In
ContactsLaw,
relationships between
contacts can be modelled, enhancing the richness of stored information and making it easier to identify conflicts of interest, families, related companies and other types of relationships.
There are two principal types of relationships; those which are defined internally and those which can be added and configured dynamically. The former type includes the following relationships:
- Associated entity - used to express an individual's main employer, or an entity which they represent.
- Head office - used to show all of the branches of an entity, or the head office of a branch.
- Marriage - used to relate an individual to their spouse, and vice versa.
- Master client - used to display all slave clients for a master contact, or to identify when a client is enslaved by such a relationship.

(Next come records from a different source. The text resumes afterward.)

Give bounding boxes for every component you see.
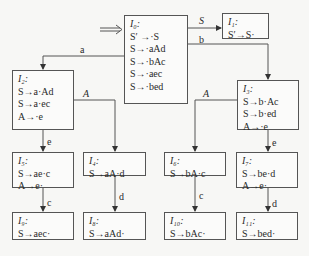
state-I8: I₈: S→aAd· <box>83 212 146 240</box>
item: S→aA·d <box>89 168 140 181</box>
state-title: I₈: <box>89 215 140 228</box>
item: S→bAc· <box>170 228 220 241</box>
state-I1: I₁: S′→S· <box>222 13 269 39</box>
state-I6: I₆: S→bA·c <box>164 152 226 176</box>
item: S→·bAc <box>130 56 182 69</box>
edge-label-I3-I7: e <box>272 138 276 148</box>
item: S→a·ec <box>18 98 68 111</box>
state-I9: I₉: S→aec· <box>12 212 74 240</box>
state-I4: I₄: S→aA·d <box>83 152 146 176</box>
state-I0: I₀: S′ →·S S→·aAd S→·bAc S→·aec S→·bed <box>124 15 188 104</box>
edge-label-I2-I5: e <box>47 137 51 147</box>
item: S→ae·c <box>18 168 68 181</box>
item: S→aec· <box>18 228 68 241</box>
item: S→a·Ad <box>18 86 68 99</box>
state-title: I₁₀: <box>170 215 220 228</box>
state-title: I₆: <box>170 155 220 168</box>
state-title: I₂: <box>18 73 68 86</box>
item: A→e· <box>242 180 292 193</box>
state-I11: I₁₁: S→bed· <box>236 212 298 240</box>
edge-label-I6-I10: c <box>199 191 203 201</box>
edge-label-I0-I2: a <box>80 45 84 55</box>
state-I5: I₅: S→ae·c A→e· <box>12 152 74 188</box>
state-I3: I₃: S→b·Ac S→b·ed A→·e <box>237 80 299 130</box>
item: S→b·ed <box>243 108 293 121</box>
item: A→·e <box>243 121 293 134</box>
state-title: I₉: <box>18 215 68 228</box>
state-title: I₅: <box>18 155 68 168</box>
edge-label-I0-I3: b <box>199 35 204 45</box>
item: S→·aAd <box>130 43 182 56</box>
item: S′→S· <box>228 29 263 42</box>
state-title: I₃: <box>243 83 293 96</box>
state-title: I₁: <box>228 16 263 29</box>
edge-label-I0-I1: S <box>199 16 204 26</box>
edge-label-I3-I6: A <box>203 89 209 99</box>
edge-label-I2-I4: A <box>83 89 89 99</box>
state-I7: I₇: S→be·d A→e· <box>236 152 298 188</box>
item: A→·e <box>18 111 68 124</box>
edge-label-I7-I11: d <box>272 199 277 209</box>
item: A→e· <box>18 180 68 193</box>
edge-label-I5-I9: c <box>47 198 51 208</box>
state-I10: I₁₀: S→bAc· <box>164 212 226 240</box>
item: S′ →·S <box>130 31 182 44</box>
state-title: I₄: <box>89 155 140 168</box>
edge-label-I4-I8: d <box>119 192 124 202</box>
item: S→·bed <box>130 81 182 94</box>
state-title: I₁₁: <box>242 215 292 228</box>
state-title: I₇: <box>242 155 292 168</box>
item: S→bA·c <box>170 168 220 181</box>
state-title: I₀: <box>130 18 182 31</box>
item: S→aAd· <box>89 228 140 241</box>
item: S→·aec <box>130 68 182 81</box>
item: S→b·Ac <box>243 96 293 109</box>
state-I2: I₂: S→a·Ad S→a·ec A→·e <box>12 70 74 130</box>
item: S→be·d <box>242 168 292 181</box>
item: S→bed· <box>242 228 292 241</box>
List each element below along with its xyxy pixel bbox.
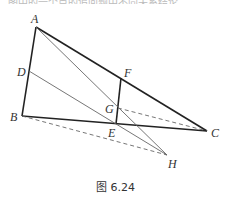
- figure-caption: 图 6.24: [0, 178, 231, 194]
- segment-DH: [29, 71, 167, 155]
- label-B: B: [10, 110, 18, 124]
- label-G: G: [105, 102, 114, 116]
- label-F: F: [123, 66, 132, 80]
- label-E: E: [107, 126, 116, 140]
- geometry-figure: A D B F G E C H: [0, 0, 231, 200]
- label-H: H: [167, 157, 178, 171]
- label-D: D: [16, 65, 26, 79]
- label-A: A: [30, 12, 39, 26]
- segment-AH: [36, 27, 167, 155]
- label-C: C: [211, 126, 220, 140]
- segment-FE: [116, 78, 121, 124]
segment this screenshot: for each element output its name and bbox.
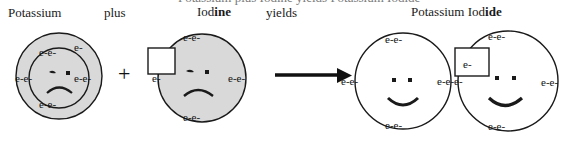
atom-potassium-reactant: e-e- e-e- e-e- e-e- e- <box>15 33 102 119</box>
potassium-electron-pair-top: e-e- <box>39 46 56 58</box>
potassium-electron-pair-left: e-e- <box>15 72 32 84</box>
transferred-electron: e- <box>463 58 472 70</box>
potassium-product-electron-pair-top: e-e- <box>385 33 402 45</box>
iodine-product-electron-pair-top: e-e- <box>488 30 505 42</box>
atom-iodine-product: e-e- e-e- e-e- <box>458 30 558 132</box>
potassium-product-smile-mouth <box>388 98 418 105</box>
atom-iodine-reactant: e-e- e-e- e-e- e- <box>148 31 246 123</box>
iodine-vacancy-box <box>148 48 175 74</box>
atoms-svg: e-e- e-e- e-e- e-e- e- e-e- e-e- e-e- e- <box>0 0 576 142</box>
potassium-electron-pair-bottom: e-e- <box>39 98 56 110</box>
potassium-valence-electron: e- <box>74 41 83 53</box>
bond-junction: e- e-e-e- <box>437 48 489 87</box>
iodine-eye-right <box>205 70 209 74</box>
reaction-diagram: Potassium plus Iodine yields Potassium I… <box>0 0 576 142</box>
potassium-product-electron-pair-bottom: e-e- <box>385 119 402 131</box>
potassium-product-electron-pair-left: e-e- <box>341 75 358 87</box>
potassium-product-eye-left <box>392 78 396 82</box>
iodine-electron-single-left: e- <box>152 72 161 84</box>
potassium-electron-pair-right: e-e- <box>74 72 91 84</box>
potassium-product-happy-face <box>388 78 418 105</box>
iodine-electron-pair-bottom: e-e- <box>183 111 200 123</box>
iodine-product-eye-right <box>512 76 516 80</box>
atom-potassium-product: e-e- e-e- e-e- <box>341 33 451 131</box>
iodine-product-electron-pair-right: e-e- <box>541 76 558 88</box>
potassium-product-eye-right <box>408 78 412 82</box>
potassium-eye-right <box>66 71 70 75</box>
iodine-product-vacancy-box <box>455 48 489 76</box>
iodine-electron-pair-right: e-e- <box>228 72 245 84</box>
junction-electron-triple: e-e-e- <box>437 75 463 87</box>
iodine-electron-pair-top: e-e- <box>183 31 200 43</box>
iodine-product-electron-pair-bottom: e-e- <box>488 120 505 132</box>
iodine-product-eye-left <box>495 76 499 80</box>
iodine-product-happy-face <box>489 76 522 106</box>
iodine-product-smile-mouth <box>489 98 522 106</box>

- Trustee - used to relate trusts to trustees (and vice versa) and/or executors.
Managing relationships
Relationships between contacts can be established in several ways:
- For simple relationship types such as 'associated entity' and 'spouse', via contact creation
- In tabular form, via the editor on the contact summary tab
- In graphical form, via the 'relationships' button:
User-defined relationships
Additional types of relationships can be defined. For each
contact relationship type, a name must be provided to describe the relationship. Unless it is a peer relationship (i.e. both contacts are equivalent and the relationship is two-way), terms must be provided to describe the relationship in each direction (e.g. "parent" and "child"). Furthermore, restrictions can be imposed on which
types of contacts may be specified in the relationship.
Once a relationship type has been used, it cannot be deleted from the system (unless the relationships are removed).
Some examples of custom relationships types would be:
- A corporate governance relationship where the entity contact has a director and the individual contact is a director of
- A sibling relationship between two individuals
- An associate relationship where the judiciary contact has an associate and the individual contact is an associate for
Relationship types are managed via the Summary section under the CRM tab on The Practice.